Description of the task:
Reproduce the full listing that follows, matching it exactly.

────────────────────────────────────────

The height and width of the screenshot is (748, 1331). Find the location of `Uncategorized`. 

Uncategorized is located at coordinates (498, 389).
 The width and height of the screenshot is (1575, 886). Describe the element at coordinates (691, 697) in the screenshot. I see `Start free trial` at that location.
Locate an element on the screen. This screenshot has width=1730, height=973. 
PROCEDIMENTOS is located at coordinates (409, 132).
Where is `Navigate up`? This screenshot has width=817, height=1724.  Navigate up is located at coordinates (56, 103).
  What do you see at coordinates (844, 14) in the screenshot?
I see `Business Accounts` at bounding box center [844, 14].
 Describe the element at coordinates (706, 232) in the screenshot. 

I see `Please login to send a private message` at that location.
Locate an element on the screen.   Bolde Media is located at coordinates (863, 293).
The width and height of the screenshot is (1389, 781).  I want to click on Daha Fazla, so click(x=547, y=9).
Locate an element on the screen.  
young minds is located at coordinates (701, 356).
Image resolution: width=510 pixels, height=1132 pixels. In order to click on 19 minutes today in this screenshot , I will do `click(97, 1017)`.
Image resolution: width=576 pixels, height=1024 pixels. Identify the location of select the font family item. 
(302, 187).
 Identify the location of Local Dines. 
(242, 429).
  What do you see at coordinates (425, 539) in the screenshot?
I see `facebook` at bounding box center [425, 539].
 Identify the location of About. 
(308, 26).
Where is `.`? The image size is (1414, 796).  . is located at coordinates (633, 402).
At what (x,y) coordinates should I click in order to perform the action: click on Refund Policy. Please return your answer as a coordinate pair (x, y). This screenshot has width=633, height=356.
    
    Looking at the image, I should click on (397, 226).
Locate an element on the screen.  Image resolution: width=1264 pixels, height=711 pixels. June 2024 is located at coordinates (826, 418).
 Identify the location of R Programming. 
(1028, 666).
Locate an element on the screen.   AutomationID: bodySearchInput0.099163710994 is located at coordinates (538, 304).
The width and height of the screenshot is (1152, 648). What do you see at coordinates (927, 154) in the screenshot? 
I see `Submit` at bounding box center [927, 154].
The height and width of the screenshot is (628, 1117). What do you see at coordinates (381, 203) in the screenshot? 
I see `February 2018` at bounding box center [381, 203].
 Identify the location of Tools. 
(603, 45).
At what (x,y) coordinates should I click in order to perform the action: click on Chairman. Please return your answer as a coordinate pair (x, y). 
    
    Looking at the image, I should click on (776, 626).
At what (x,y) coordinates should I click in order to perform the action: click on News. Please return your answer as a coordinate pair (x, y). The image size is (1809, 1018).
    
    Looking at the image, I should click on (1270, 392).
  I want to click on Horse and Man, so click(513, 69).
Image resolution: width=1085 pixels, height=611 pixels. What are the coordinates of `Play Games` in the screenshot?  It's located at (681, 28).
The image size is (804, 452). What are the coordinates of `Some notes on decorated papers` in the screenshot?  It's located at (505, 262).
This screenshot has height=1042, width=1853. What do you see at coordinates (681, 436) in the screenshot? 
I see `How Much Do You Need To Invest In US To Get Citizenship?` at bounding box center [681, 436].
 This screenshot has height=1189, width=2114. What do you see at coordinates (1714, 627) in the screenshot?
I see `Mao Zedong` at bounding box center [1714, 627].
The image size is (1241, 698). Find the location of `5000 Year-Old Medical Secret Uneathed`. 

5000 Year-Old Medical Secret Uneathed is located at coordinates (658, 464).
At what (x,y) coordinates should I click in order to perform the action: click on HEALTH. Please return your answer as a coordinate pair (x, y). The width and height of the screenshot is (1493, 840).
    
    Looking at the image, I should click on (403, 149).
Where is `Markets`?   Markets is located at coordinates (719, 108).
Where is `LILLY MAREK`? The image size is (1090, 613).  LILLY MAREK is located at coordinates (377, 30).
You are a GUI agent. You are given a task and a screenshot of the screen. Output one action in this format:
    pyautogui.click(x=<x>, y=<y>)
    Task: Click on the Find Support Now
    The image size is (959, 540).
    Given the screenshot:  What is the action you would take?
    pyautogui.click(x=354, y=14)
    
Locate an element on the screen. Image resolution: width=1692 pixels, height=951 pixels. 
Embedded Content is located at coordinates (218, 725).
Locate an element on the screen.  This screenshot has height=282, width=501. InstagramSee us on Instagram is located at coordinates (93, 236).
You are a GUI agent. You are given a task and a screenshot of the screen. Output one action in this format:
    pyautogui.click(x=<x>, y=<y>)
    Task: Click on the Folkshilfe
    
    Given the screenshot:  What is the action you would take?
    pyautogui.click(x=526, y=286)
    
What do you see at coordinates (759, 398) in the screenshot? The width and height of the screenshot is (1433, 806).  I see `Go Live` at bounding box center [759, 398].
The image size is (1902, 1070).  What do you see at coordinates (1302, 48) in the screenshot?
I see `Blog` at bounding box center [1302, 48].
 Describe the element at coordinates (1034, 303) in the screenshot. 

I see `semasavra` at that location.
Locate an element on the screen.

────────────────────────────────────────

Solved problem:
The height and width of the screenshot is (748, 1331). Find the location of `Uncategorized`. 

Uncategorized is located at coordinates (498, 389).
 The width and height of the screenshot is (1575, 886). Describe the element at coordinates (691, 697) in the screenshot. I see `Start free trial` at that location.
Locate an element on the screen. This screenshot has width=1730, height=973. 
PROCEDIMENTOS is located at coordinates (409, 132).
Where is `Navigate up`? This screenshot has width=817, height=1724.  Navigate up is located at coordinates (56, 103).
  What do you see at coordinates (844, 14) in the screenshot?
I see `Business Accounts` at bounding box center [844, 14].
 Describe the element at coordinates (706, 232) in the screenshot. 

I see `Please login to send a private message` at that location.
Locate an element on the screen.   Bolde Media is located at coordinates (863, 293).
The width and height of the screenshot is (1389, 781).  I want to click on Daha Fazla, so click(x=547, y=9).
Locate an element on the screen.  
young minds is located at coordinates (701, 356).
Image resolution: width=510 pixels, height=1132 pixels. In order to click on 19 minutes today in this screenshot , I will do `click(97, 1017)`.
Image resolution: width=576 pixels, height=1024 pixels. Identify the location of select the font family item. 
(302, 187).
 Identify the location of Local Dines. 
(242, 429).
  What do you see at coordinates (425, 539) in the screenshot?
I see `facebook` at bounding box center [425, 539].
 Identify the location of About. 
(308, 26).
Where is `.`? The image size is (1414, 796).  . is located at coordinates (633, 402).
At what (x,y) coordinates should I click in order to perform the action: click on Refund Policy. Please return your answer as a coordinate pair (x, y). This screenshot has width=633, height=356.
    
    Looking at the image, I should click on (397, 226).
Locate an element on the screen.  Image resolution: width=1264 pixels, height=711 pixels. June 2024 is located at coordinates (826, 418).
 Identify the location of R Programming. 
(1028, 666).
Locate an element on the screen.   AutomationID: bodySearchInput0.099163710994 is located at coordinates (538, 304).
The width and height of the screenshot is (1152, 648). What do you see at coordinates (927, 154) in the screenshot? 
I see `Submit` at bounding box center [927, 154].
The height and width of the screenshot is (628, 1117). What do you see at coordinates (381, 203) in the screenshot? 
I see `February 2018` at bounding box center [381, 203].
 Identify the location of Tools. 
(603, 45).
At what (x,y) coordinates should I click in order to perform the action: click on Chairman. Please return your answer as a coordinate pair (x, y). 
    
    Looking at the image, I should click on (776, 626).
At what (x,y) coordinates should I click in order to perform the action: click on News. Please return your answer as a coordinate pair (x, y). The image size is (1809, 1018).
    
    Looking at the image, I should click on (1270, 392).
  I want to click on Horse and Man, so click(513, 69).
Image resolution: width=1085 pixels, height=611 pixels. What are the coordinates of `Play Games` in the screenshot?  It's located at (681, 28).
The image size is (804, 452). What are the coordinates of `Some notes on decorated papers` in the screenshot?  It's located at (505, 262).
This screenshot has height=1042, width=1853. What do you see at coordinates (681, 436) in the screenshot? 
I see `How Much Do You Need To Invest In US To Get Citizenship?` at bounding box center [681, 436].
 This screenshot has height=1189, width=2114. What do you see at coordinates (1714, 627) in the screenshot?
I see `Mao Zedong` at bounding box center [1714, 627].
The image size is (1241, 698). Find the location of `5000 Year-Old Medical Secret Uneathed`. 

5000 Year-Old Medical Secret Uneathed is located at coordinates (658, 464).
At what (x,y) coordinates should I click in order to perform the action: click on HEALTH. Please return your answer as a coordinate pair (x, y). The width and height of the screenshot is (1493, 840).
    
    Looking at the image, I should click on (403, 149).
Where is `Markets`?   Markets is located at coordinates (719, 108).
Where is `LILLY MAREK`? The image size is (1090, 613).  LILLY MAREK is located at coordinates (377, 30).
You are a GUI agent. You are given a task and a screenshot of the screen. Output one action in this format:
    pyautogui.click(x=<x>, y=<y>)
    Task: Click on the Find Support Now
    The image size is (959, 540).
    Given the screenshot:  What is the action you would take?
    pyautogui.click(x=354, y=14)
    
Locate an element on the screen. Image resolution: width=1692 pixels, height=951 pixels. 
Embedded Content is located at coordinates (218, 725).
Locate an element on the screen.  This screenshot has height=282, width=501. InstagramSee us on Instagram is located at coordinates (93, 236).
You are a GUI agent. You are given a task and a screenshot of the screen. Output one action in this format:
    pyautogui.click(x=<x>, y=<y>)
    Task: Click on the Folkshilfe
    
    Given the screenshot:  What is the action you would take?
    pyautogui.click(x=526, y=286)
    
What do you see at coordinates (759, 398) in the screenshot? The width and height of the screenshot is (1433, 806).  I see `Go Live` at bounding box center [759, 398].
The image size is (1902, 1070).  What do you see at coordinates (1302, 48) in the screenshot?
I see `Blog` at bounding box center [1302, 48].
 Describe the element at coordinates (1034, 303) in the screenshot. 

I see `semasavra` at that location.
Locate an element on the screen.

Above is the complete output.